"""

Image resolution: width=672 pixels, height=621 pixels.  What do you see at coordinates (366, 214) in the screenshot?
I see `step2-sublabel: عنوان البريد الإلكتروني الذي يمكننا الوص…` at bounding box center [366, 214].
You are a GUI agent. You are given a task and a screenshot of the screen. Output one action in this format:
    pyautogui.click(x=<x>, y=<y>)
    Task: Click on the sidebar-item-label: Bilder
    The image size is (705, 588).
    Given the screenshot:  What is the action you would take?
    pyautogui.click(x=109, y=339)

"""
"""

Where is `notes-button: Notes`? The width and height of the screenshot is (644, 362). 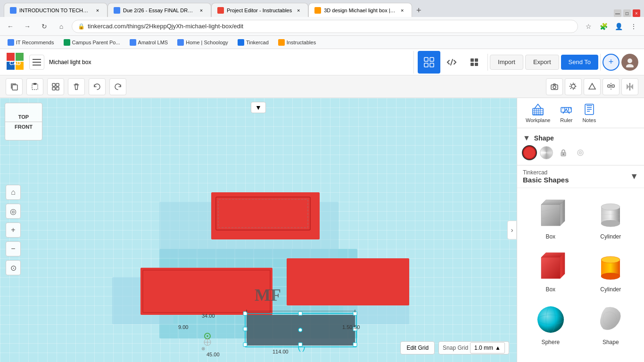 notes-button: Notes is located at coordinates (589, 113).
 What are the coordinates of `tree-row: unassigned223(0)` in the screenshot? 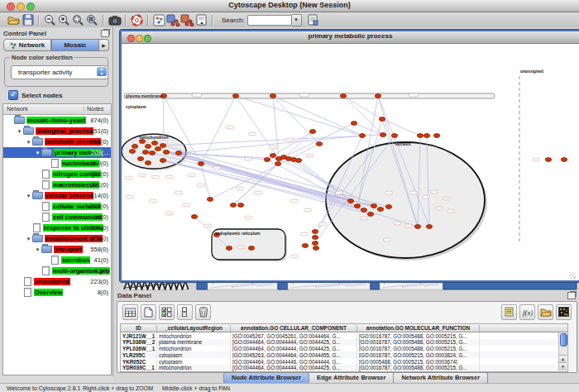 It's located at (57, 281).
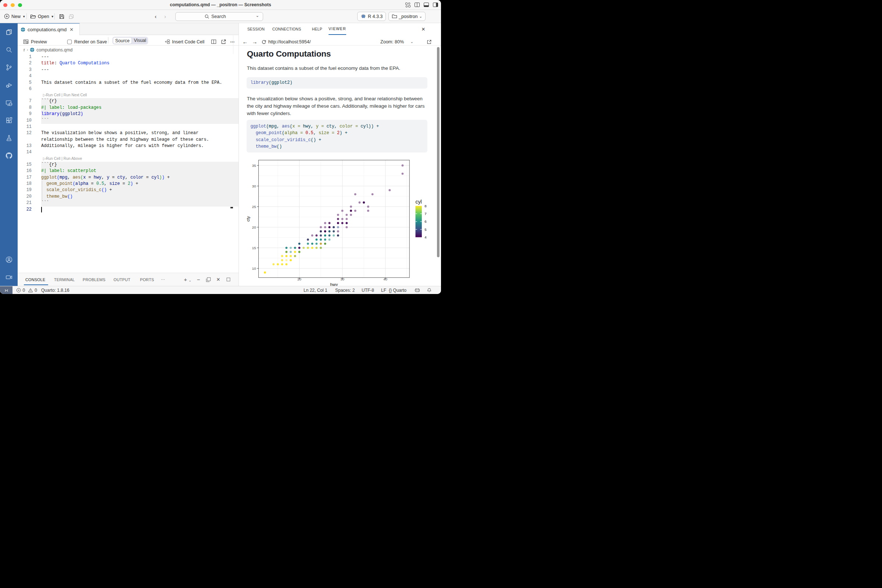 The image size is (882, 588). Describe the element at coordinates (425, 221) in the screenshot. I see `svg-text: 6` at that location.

"""
"""

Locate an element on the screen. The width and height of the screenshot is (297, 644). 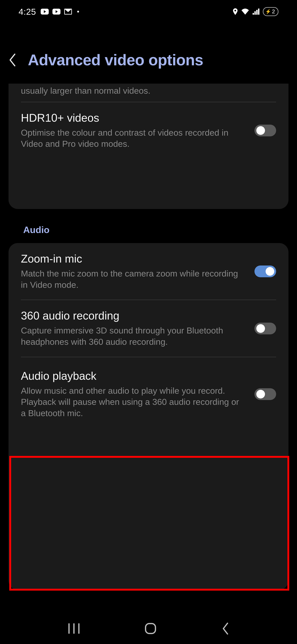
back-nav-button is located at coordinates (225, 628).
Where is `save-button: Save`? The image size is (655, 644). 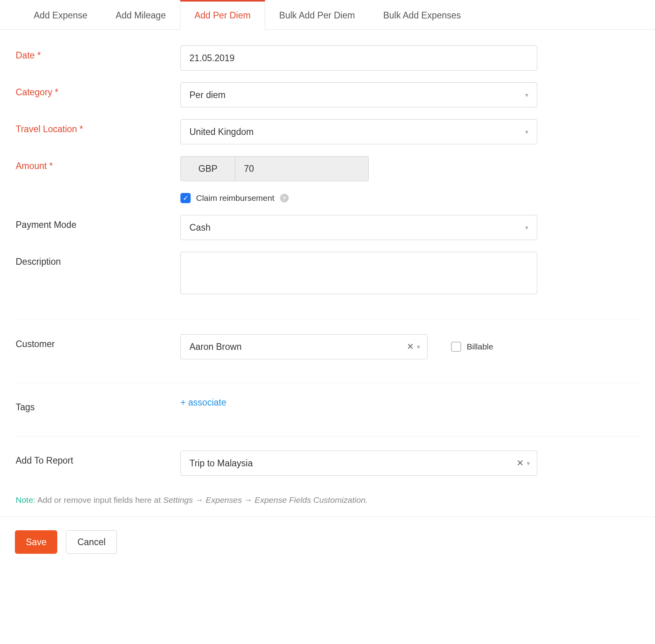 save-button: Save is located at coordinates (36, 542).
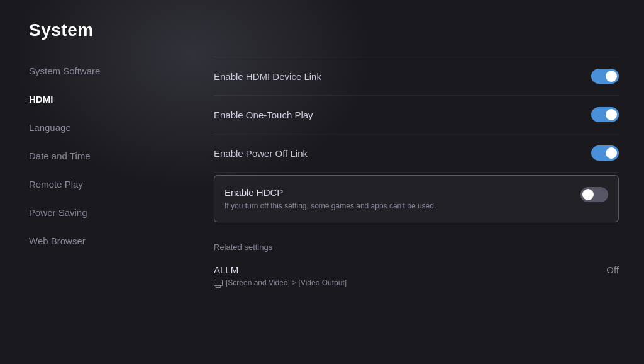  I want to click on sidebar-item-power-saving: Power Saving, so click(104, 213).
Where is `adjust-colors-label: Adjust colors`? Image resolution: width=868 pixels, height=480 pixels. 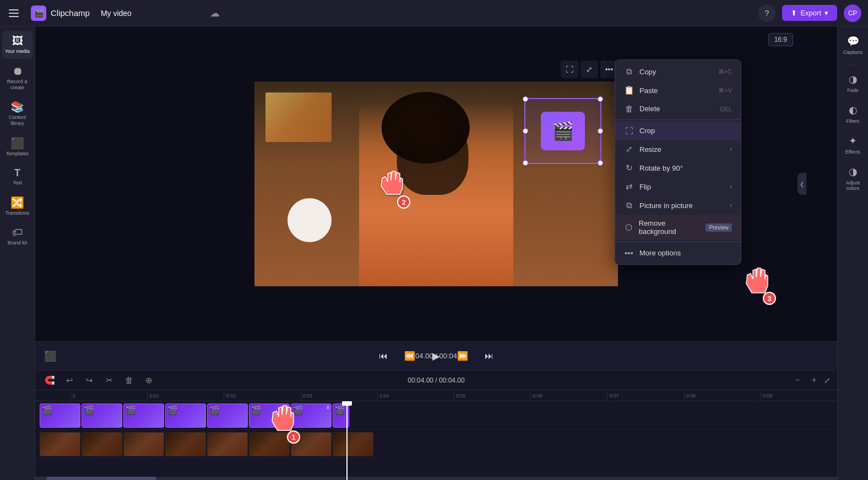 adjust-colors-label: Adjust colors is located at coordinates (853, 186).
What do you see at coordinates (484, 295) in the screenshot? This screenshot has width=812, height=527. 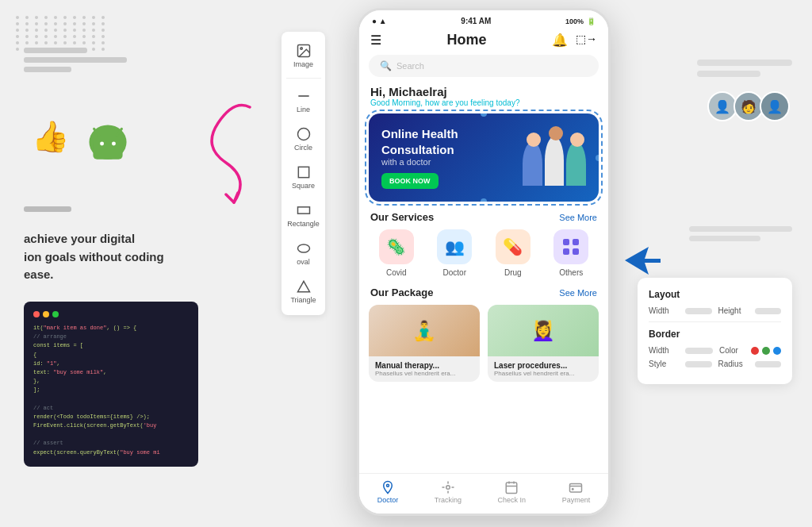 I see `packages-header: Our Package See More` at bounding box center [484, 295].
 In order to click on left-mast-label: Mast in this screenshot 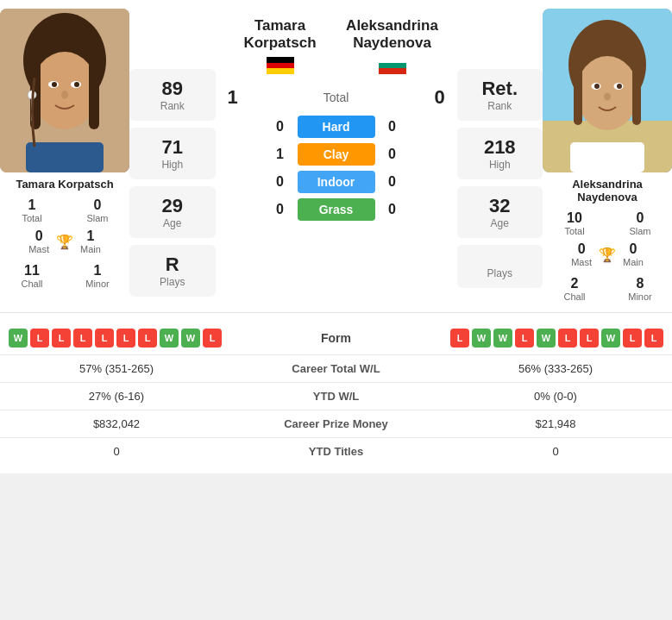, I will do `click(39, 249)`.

"""

→ Task instructions
Retype the records above, but only those lines that fall between the line containing "Image resolution: width=672" and the line containing "The image size is (705, 588).", with both of those lines included, exactly as written.

→ Result of the exercise
Image resolution: width=672 pixels, height=621 pixels.  What do you see at coordinates (366, 214) in the screenshot?
I see `step2-sublabel: عنوان البريد الإلكتروني الذي يمكننا الوص…` at bounding box center [366, 214].
You are a GUI agent. You are given a task and a screenshot of the screen. Output one action in this format:
    pyautogui.click(x=<x>, y=<y>)
    Task: Click on the sidebar-item-label: Bilder
    The image size is (705, 588).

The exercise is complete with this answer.